Mindful Sensing

As we peruse the perfections or paramīs, we are looking for entry points to mindfulness practices that may suit us right now. The third precept is “I undertake the training rule to refrain from misconduct with sexuality (or sensuality)”, and although this usually proceeds with a conversation about how to avoid harmful actions and words having to do with sexual energies, today we’ll think about some of the other ways that our senses can lead us astray if we’re not mindful.

All the time, we are choosing where to place our attention. We are driven by the desire for pleasurable sensations and experiences. If we look at the subset of pleasant mental sensations, this is the category in which we spend the most time.

  • What music do we listen to by default?
  • What do we read on a daily basis?
  • What visual inputs are we drawn back to again and again?
  • Do we regularly devote some time to silence and stillness?
  • What work do we do (paid or unpaid) and what is our state of mind while working?
  • When we reminisce or project into the future, what’s the content and emotional quality of our memory/daydream?

All these activities can be done with or without mindfulness, habitually or because we’ve consciously chosen them. If we are attending to the wholesomeness or unwholesomeness of the inputs we choose, we will be continuously re-evaluating our selections. As one wise teacher said, “Let go of those activities that no longer serve”.

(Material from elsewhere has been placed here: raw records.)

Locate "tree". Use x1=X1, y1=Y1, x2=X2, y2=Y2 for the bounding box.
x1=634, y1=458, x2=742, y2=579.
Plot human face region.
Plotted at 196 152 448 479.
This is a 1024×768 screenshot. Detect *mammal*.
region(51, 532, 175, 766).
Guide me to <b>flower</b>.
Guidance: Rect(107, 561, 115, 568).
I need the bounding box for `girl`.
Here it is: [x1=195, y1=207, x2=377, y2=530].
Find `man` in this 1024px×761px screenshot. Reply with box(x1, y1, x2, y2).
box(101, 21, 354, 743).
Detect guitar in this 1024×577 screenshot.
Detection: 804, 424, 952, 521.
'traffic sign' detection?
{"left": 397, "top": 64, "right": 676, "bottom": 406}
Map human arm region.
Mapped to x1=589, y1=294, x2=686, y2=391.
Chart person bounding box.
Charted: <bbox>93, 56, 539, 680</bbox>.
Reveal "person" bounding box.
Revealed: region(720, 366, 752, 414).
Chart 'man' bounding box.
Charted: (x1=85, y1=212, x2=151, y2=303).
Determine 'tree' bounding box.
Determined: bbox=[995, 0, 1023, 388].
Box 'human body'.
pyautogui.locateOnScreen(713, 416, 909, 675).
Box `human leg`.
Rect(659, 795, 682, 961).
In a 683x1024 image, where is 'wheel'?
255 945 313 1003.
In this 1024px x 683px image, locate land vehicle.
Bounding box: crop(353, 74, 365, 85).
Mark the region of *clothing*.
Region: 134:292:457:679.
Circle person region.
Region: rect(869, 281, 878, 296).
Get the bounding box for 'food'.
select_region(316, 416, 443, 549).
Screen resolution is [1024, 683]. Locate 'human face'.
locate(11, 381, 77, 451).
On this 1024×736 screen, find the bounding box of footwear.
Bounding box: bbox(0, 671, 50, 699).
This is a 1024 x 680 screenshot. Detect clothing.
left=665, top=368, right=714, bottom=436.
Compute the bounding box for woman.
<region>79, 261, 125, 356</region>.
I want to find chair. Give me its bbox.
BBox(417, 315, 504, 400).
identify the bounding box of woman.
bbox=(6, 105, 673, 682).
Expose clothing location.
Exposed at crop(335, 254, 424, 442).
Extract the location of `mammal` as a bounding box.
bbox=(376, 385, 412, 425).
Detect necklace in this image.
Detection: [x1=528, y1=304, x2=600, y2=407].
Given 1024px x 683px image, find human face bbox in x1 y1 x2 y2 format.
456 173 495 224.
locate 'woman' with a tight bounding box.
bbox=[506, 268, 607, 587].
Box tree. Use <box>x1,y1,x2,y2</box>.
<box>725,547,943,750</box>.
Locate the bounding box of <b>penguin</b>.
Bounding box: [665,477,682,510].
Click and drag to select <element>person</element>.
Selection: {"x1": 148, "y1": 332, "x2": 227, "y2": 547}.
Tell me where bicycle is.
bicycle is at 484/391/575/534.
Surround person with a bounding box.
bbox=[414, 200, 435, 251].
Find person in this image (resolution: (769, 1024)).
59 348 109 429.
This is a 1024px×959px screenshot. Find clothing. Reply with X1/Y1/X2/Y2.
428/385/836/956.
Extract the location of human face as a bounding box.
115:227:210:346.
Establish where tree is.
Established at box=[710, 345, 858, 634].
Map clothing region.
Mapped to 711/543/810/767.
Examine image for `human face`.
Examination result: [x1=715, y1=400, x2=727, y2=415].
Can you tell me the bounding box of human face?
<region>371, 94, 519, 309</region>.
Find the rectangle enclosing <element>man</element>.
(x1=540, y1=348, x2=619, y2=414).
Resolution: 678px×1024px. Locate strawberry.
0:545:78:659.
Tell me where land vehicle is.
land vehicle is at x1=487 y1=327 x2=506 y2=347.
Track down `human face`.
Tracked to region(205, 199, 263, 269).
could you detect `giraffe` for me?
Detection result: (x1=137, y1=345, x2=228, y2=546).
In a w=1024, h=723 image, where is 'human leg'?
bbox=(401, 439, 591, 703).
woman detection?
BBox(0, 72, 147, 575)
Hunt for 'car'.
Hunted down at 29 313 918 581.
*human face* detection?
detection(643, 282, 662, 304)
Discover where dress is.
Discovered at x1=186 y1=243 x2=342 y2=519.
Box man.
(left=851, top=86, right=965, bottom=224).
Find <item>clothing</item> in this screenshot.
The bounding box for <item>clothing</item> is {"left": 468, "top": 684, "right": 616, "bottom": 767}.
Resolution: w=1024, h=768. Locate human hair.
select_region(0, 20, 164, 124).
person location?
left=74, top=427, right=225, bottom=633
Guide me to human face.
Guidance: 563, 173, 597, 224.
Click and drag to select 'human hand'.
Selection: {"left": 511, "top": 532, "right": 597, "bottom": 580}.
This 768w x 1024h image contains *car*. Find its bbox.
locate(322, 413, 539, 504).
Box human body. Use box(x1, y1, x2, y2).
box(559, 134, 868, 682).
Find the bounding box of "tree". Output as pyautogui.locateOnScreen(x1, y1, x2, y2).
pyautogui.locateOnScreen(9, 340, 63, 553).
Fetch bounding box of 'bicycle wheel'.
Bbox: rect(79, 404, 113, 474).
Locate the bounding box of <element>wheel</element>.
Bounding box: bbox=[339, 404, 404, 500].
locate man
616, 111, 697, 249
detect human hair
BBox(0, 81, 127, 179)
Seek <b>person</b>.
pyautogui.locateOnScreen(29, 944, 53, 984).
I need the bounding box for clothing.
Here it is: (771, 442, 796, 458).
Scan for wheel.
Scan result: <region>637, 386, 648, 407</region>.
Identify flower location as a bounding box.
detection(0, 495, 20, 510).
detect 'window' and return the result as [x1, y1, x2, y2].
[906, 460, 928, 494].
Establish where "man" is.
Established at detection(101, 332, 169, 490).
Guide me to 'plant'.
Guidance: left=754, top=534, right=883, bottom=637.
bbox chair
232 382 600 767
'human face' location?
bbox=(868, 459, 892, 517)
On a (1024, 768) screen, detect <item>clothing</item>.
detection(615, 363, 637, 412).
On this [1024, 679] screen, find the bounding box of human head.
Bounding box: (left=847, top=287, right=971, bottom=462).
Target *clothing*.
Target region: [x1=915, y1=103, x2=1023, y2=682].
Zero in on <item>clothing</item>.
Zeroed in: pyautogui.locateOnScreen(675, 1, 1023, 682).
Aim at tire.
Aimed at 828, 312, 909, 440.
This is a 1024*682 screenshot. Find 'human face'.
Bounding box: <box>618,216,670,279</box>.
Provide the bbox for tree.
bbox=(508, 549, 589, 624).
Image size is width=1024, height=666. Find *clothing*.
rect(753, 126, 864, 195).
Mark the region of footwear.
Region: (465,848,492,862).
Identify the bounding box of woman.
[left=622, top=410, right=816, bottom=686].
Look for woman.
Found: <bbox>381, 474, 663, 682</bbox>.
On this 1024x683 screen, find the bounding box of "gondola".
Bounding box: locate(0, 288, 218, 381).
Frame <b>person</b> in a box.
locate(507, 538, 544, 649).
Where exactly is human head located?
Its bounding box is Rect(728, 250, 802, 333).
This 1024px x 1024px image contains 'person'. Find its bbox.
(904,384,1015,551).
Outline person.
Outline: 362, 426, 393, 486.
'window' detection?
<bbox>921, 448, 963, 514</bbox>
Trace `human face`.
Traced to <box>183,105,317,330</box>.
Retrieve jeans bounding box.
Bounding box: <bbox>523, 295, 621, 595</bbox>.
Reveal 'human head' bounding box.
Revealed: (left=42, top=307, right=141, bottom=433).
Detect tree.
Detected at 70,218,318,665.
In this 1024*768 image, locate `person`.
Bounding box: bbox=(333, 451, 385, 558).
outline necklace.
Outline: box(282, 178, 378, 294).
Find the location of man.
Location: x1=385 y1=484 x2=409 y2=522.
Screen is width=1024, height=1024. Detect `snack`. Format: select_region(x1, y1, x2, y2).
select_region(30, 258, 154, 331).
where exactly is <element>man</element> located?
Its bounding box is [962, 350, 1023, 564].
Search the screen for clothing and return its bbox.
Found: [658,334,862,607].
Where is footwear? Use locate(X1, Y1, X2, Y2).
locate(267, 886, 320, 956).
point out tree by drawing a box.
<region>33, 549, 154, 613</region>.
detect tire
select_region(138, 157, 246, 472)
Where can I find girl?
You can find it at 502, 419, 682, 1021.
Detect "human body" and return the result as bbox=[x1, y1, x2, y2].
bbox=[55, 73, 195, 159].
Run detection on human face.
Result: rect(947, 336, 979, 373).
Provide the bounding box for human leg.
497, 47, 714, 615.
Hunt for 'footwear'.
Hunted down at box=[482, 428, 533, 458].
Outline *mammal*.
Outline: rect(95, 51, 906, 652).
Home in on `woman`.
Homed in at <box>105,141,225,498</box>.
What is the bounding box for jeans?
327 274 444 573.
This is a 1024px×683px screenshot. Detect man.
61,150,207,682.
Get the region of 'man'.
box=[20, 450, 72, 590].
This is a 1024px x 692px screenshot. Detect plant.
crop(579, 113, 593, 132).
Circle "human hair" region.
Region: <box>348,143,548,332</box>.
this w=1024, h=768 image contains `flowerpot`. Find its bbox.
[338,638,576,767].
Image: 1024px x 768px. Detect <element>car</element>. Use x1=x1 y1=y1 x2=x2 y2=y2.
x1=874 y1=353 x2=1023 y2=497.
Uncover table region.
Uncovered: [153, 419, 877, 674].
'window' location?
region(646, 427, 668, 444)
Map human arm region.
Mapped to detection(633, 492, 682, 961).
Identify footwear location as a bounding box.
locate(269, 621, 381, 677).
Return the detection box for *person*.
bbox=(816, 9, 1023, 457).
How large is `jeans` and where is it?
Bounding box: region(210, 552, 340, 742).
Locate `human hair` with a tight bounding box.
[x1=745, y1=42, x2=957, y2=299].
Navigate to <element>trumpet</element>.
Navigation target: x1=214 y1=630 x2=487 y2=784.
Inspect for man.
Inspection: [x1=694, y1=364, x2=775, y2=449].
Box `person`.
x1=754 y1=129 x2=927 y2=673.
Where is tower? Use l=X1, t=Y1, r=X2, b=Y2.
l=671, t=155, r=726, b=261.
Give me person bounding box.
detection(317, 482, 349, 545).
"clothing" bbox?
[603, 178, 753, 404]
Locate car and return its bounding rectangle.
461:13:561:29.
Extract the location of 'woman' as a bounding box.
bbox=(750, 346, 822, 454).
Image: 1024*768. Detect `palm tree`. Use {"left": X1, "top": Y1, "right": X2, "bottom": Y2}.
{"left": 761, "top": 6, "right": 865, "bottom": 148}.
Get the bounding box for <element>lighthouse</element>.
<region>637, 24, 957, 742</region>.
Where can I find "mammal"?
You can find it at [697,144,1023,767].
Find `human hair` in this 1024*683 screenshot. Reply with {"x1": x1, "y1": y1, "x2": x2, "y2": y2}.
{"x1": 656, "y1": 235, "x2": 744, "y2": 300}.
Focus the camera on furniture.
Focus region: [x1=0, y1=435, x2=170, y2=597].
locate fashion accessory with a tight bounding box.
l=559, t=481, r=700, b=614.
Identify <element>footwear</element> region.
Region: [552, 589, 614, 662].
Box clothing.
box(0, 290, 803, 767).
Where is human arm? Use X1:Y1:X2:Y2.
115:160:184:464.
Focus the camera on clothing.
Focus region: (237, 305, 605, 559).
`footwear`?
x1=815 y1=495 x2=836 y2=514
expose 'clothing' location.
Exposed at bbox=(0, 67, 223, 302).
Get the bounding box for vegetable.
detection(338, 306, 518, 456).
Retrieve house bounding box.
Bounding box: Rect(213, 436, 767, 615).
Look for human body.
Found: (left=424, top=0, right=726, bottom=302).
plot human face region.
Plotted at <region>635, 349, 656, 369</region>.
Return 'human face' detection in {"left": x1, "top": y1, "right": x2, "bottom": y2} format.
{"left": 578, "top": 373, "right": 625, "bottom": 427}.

There’s no magic to this process, it’s very mundane, but without mindfulness we are just drifting from one sense pleasure to another, or in some cases, to a particular pain, as if picking at a scab. We could become addicted to gratifying one or more of our senses. Some of us are seduced by reading and will drift in that direction unless focused on a task. Others cannot put our phones aside and give attention to our surroundings unless there is an emergency. Some folks feel compelled to work all the time, neglecting other people and opportunities. A compulsive meditator is rare, but it does happen.

We must each take our own inventory, honestly acknowledging what our drivers are and questioning whether they are wise. Are we moving in the direction we want to move in?

About lynnjkelly

Australian/American. Practicing Buddhist.